IT Value: What It Really Means
What's IT worth? If end users are to understand, says our columnist, you have to tell them exactly what they get for their money.
CIO — Here in December, some of you are sighing with relief that your budget process is over. Others are down to the wire and still haggling.
But all who remember how painful the budget process was understand that a CIO's negotiating power is, to a great extent, determined by how well clients understand the value they get for the money. There are three components to the concept of value: understanding exactly what IT delivers, believing that the cost is fair and evaluating the contribution of those deliverables to the bottom line.
Let's look at what we can do to build clients' understanding of the value of IT.
What Do We Get for the Money?
In many cases, clients' poor perception of IT value is as basic as not understanding the full bundle of products and services that IT delivers.
Sure, everybody knows that IT delivers essential services like desktop computers, network services, applications engineering and applications hosting. But that sounds simple. Many clients don't understand why IT has to cost so much just for that.
The problem is, many IT departments don't clearly define the specific products and services they deliver for a given level of funding. Typically, there's a lot more in that bundle than clients know. When the specifics are defined, clients come to understand why IT needs the budget that it does.
Explicitly defining IT's products and services also counters the less-honest outsourcing vendors who glibly offer to do 50 percent of what internal staff do for 80 percent of the cost, implying a 20 percent cost savings. One can see the fallacy in that claim only if IT can clearly define all the products and services that it delivers.
There are two steps required to understand the exact list of products and services that the IT budget pays for.
First, IT must publish its product and service catalog. The catalog must be comprehensive, and at a level of granularity that portrays specific client purchase decisions. It's not sufficient to define high-level categories, which don't portray all the many things IT does within each category. For example, "e-mail" is too broad. A fully defined catalog would distinguish a basic e-mail account, extended storage and BlackBerry forwarding as three distinct services.
Second, IT must define exactly what subset of that catalog the budget pays for, and in what quantities. For example, it might forecast the cost of basic e-mail for everybody, extended storage for only the customer service department, and BlackBerry forwarding only for executives. And it might forecast the cost by application for each major project, for necessary repairs and patches, and for discretionary enhancements. Breaking out the budget in such a way makes it clear exactly what IT delivers (and, by implication, what it doesn't).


#### WORK ORDER
Please report each line of the data below that contains "left".

(Records from a collection)

============================================================

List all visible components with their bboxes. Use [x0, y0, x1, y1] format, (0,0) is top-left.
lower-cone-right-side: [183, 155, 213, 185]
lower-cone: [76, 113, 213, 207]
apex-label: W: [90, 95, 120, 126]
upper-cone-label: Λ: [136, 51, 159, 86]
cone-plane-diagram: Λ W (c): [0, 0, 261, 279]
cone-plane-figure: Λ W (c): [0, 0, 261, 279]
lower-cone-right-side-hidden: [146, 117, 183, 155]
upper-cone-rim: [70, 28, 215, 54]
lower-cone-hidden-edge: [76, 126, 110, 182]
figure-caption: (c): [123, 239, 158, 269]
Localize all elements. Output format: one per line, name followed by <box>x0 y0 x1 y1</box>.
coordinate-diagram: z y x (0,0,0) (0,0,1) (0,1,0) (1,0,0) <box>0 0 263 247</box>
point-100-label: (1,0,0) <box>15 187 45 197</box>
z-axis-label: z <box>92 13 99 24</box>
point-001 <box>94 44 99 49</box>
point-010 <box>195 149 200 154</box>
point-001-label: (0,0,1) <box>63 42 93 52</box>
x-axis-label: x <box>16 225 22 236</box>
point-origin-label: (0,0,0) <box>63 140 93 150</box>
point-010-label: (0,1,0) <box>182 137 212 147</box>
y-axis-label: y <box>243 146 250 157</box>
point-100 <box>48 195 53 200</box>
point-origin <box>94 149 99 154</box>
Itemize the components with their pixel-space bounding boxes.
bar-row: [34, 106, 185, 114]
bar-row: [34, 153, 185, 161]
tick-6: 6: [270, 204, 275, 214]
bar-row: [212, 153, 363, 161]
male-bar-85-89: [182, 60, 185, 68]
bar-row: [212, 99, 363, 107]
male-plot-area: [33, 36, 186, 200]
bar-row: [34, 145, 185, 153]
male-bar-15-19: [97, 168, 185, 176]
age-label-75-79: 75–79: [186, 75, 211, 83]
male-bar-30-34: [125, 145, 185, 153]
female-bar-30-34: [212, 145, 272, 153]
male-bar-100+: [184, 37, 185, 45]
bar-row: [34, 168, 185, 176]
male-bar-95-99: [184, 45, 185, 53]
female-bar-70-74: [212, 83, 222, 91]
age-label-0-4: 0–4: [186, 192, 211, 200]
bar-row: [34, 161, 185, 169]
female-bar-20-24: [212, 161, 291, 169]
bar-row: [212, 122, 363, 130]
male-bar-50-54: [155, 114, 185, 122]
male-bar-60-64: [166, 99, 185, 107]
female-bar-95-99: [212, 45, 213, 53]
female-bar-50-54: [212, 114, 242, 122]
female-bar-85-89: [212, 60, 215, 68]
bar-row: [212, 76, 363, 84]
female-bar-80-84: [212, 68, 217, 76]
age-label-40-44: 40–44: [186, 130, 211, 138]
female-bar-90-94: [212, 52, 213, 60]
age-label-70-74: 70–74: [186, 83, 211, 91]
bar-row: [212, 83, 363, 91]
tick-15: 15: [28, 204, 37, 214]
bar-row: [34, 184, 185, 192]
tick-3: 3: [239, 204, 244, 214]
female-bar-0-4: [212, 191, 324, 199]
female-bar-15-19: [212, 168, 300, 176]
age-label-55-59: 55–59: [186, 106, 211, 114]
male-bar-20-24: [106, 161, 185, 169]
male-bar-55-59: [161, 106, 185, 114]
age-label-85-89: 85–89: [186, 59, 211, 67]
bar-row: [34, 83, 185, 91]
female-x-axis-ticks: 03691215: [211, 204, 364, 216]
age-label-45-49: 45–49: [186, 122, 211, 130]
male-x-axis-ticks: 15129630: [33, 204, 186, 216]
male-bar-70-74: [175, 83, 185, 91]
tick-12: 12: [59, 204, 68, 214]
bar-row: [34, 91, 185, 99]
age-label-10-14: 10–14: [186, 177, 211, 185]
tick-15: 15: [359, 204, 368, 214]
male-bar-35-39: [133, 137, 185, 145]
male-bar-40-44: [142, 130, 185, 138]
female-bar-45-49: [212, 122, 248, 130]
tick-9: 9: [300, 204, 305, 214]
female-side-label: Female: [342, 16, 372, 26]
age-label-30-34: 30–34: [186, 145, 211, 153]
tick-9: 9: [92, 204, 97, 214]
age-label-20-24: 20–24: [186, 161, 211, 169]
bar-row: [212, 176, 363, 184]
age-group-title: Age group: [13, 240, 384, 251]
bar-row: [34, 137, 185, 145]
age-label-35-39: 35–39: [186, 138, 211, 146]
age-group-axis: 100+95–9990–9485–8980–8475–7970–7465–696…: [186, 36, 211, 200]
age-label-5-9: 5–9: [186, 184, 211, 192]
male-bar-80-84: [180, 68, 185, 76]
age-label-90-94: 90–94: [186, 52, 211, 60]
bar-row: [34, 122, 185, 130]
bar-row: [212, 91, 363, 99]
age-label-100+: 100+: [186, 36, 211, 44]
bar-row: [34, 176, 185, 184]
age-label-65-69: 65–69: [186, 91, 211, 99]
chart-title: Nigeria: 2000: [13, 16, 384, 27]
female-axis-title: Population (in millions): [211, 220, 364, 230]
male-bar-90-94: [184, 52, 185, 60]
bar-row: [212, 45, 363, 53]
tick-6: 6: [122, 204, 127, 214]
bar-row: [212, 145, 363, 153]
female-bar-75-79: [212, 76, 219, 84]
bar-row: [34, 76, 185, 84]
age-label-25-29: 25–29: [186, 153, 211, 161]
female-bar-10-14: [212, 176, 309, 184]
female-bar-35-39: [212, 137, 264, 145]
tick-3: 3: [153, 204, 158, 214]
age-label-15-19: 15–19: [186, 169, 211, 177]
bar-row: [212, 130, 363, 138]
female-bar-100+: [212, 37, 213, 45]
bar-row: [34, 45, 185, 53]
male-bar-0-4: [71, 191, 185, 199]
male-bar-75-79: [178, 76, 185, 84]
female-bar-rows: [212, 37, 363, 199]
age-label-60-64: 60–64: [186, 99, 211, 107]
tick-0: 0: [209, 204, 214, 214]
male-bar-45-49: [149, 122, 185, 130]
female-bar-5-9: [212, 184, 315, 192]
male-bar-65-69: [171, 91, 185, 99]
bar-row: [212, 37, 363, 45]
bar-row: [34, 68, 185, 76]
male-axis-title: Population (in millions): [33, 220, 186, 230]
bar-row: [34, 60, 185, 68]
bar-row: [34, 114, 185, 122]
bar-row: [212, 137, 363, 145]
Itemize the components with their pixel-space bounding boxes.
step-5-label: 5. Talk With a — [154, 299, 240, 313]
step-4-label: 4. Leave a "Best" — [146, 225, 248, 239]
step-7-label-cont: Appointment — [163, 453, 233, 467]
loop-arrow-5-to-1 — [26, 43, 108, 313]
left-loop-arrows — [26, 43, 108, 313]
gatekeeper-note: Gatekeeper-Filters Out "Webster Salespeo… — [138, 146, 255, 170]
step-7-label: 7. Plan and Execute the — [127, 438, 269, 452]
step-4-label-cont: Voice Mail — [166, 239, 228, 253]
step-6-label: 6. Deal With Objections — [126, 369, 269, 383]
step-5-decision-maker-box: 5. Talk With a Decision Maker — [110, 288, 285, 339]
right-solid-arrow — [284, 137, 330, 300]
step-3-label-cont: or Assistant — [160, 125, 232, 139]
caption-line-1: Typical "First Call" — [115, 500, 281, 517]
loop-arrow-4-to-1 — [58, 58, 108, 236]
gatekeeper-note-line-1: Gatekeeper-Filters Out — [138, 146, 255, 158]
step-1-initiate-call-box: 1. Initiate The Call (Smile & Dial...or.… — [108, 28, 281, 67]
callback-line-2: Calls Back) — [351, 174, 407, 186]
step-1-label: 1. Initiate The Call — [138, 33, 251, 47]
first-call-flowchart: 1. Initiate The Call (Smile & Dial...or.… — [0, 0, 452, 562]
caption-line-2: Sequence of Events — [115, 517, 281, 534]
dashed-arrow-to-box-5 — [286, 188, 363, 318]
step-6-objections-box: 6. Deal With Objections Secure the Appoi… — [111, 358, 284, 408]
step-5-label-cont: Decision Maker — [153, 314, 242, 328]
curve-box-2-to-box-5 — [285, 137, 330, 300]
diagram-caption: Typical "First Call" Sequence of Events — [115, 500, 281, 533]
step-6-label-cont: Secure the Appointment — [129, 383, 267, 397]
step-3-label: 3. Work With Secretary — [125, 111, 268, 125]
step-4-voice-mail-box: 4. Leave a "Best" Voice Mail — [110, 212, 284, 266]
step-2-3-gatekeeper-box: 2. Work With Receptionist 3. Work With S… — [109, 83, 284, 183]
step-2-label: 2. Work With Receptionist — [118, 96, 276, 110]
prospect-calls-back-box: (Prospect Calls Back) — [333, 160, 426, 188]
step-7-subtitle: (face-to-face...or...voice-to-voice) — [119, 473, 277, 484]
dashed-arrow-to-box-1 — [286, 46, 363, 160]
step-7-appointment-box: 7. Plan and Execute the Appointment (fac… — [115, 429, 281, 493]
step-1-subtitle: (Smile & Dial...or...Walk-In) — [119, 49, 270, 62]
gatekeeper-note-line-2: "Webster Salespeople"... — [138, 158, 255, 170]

============================================================

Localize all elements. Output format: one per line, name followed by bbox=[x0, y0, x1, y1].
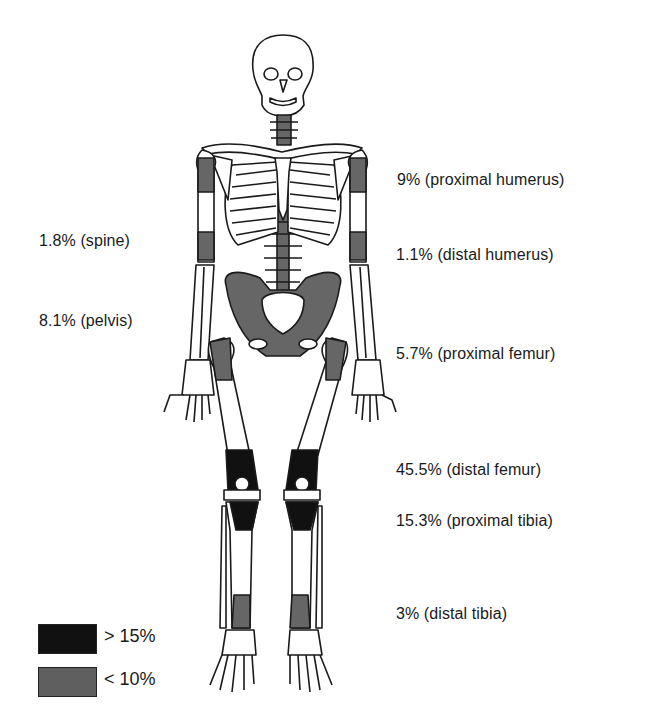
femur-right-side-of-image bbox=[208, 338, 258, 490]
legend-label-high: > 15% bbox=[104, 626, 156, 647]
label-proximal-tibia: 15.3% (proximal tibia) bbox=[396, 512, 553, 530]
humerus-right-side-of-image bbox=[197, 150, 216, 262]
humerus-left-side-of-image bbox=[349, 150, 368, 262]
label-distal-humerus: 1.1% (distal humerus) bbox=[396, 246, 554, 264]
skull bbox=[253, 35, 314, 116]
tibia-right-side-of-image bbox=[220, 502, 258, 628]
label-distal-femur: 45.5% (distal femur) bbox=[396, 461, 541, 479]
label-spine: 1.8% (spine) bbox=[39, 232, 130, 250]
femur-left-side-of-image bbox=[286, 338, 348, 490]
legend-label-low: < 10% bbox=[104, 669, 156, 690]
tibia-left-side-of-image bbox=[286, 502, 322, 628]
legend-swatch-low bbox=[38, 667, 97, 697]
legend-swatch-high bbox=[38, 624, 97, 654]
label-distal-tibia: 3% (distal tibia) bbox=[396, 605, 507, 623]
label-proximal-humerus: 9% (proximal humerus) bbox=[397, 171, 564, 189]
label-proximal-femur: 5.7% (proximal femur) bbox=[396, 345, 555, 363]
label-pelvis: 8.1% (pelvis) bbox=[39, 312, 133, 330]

============================================================

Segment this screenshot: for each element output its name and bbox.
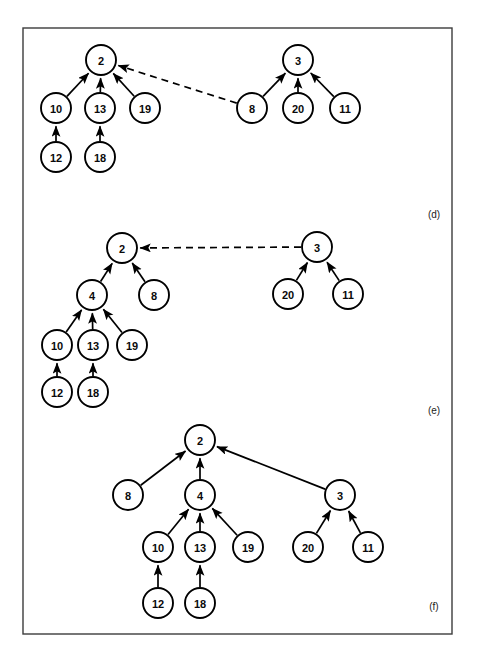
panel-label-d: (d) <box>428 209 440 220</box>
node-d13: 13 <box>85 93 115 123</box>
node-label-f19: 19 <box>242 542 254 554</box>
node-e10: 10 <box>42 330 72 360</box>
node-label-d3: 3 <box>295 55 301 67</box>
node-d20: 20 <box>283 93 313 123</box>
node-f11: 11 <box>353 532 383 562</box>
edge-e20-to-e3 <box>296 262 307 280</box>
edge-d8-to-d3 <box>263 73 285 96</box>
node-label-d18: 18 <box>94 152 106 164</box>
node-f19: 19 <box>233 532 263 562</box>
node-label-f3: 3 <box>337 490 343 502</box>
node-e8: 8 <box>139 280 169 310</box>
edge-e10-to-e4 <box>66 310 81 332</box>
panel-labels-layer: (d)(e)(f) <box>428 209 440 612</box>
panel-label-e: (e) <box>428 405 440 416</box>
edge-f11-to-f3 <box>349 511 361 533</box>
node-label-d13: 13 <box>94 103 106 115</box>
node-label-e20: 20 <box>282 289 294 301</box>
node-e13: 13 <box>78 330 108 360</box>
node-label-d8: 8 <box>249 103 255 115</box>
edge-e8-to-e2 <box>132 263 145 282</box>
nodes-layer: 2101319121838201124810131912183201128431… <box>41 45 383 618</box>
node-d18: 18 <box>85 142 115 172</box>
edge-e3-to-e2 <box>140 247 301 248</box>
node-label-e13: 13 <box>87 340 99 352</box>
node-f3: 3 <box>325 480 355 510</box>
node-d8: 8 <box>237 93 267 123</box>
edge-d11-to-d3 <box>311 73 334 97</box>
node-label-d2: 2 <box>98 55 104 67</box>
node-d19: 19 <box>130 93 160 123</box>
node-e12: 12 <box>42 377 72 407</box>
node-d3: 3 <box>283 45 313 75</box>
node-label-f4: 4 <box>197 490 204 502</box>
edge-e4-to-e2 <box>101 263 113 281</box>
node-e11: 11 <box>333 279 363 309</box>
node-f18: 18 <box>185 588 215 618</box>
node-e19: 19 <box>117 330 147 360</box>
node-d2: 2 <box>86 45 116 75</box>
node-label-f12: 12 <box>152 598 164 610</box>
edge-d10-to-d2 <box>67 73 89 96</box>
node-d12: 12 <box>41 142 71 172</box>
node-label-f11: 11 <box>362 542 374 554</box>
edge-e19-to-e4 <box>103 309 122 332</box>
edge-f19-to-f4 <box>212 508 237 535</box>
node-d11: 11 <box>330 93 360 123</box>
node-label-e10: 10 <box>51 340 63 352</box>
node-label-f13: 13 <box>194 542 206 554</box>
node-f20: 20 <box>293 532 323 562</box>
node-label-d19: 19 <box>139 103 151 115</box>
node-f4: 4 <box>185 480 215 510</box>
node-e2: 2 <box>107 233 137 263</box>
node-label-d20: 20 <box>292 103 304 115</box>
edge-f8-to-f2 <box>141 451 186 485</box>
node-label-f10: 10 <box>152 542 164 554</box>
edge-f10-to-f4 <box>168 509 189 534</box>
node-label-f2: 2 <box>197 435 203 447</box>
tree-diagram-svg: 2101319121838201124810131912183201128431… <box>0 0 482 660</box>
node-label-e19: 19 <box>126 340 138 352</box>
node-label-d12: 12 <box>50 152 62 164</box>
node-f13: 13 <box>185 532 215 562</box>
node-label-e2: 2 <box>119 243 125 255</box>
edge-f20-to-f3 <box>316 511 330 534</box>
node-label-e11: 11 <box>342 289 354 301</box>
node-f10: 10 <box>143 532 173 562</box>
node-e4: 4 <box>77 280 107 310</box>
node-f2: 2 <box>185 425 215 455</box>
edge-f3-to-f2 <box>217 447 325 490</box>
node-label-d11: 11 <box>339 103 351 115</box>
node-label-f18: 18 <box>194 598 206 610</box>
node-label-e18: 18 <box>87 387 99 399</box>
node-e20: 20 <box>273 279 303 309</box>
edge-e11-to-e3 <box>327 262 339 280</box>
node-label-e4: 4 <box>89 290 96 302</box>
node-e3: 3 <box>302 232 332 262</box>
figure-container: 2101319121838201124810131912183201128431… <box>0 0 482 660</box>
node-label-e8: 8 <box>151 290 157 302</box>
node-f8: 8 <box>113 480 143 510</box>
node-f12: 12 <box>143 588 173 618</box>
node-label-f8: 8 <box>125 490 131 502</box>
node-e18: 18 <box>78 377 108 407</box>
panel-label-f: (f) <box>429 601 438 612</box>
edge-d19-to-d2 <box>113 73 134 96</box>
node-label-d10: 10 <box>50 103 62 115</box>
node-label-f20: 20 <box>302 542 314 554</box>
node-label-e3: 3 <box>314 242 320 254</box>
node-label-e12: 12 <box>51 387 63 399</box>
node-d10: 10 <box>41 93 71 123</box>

============================================================

#### RESPONSE
List all visible components with their bboxes. Use [x0, y0, x1, y1] format, (0,0) is top-left.
left-loop-arrows — [26, 43, 108, 313]
humerus-left-side-of-image bbox=[349, 150, 368, 262]
femur-left-side-of-image bbox=[286, 338, 348, 490]
tibia-left-side-of-image bbox=[286, 502, 322, 628]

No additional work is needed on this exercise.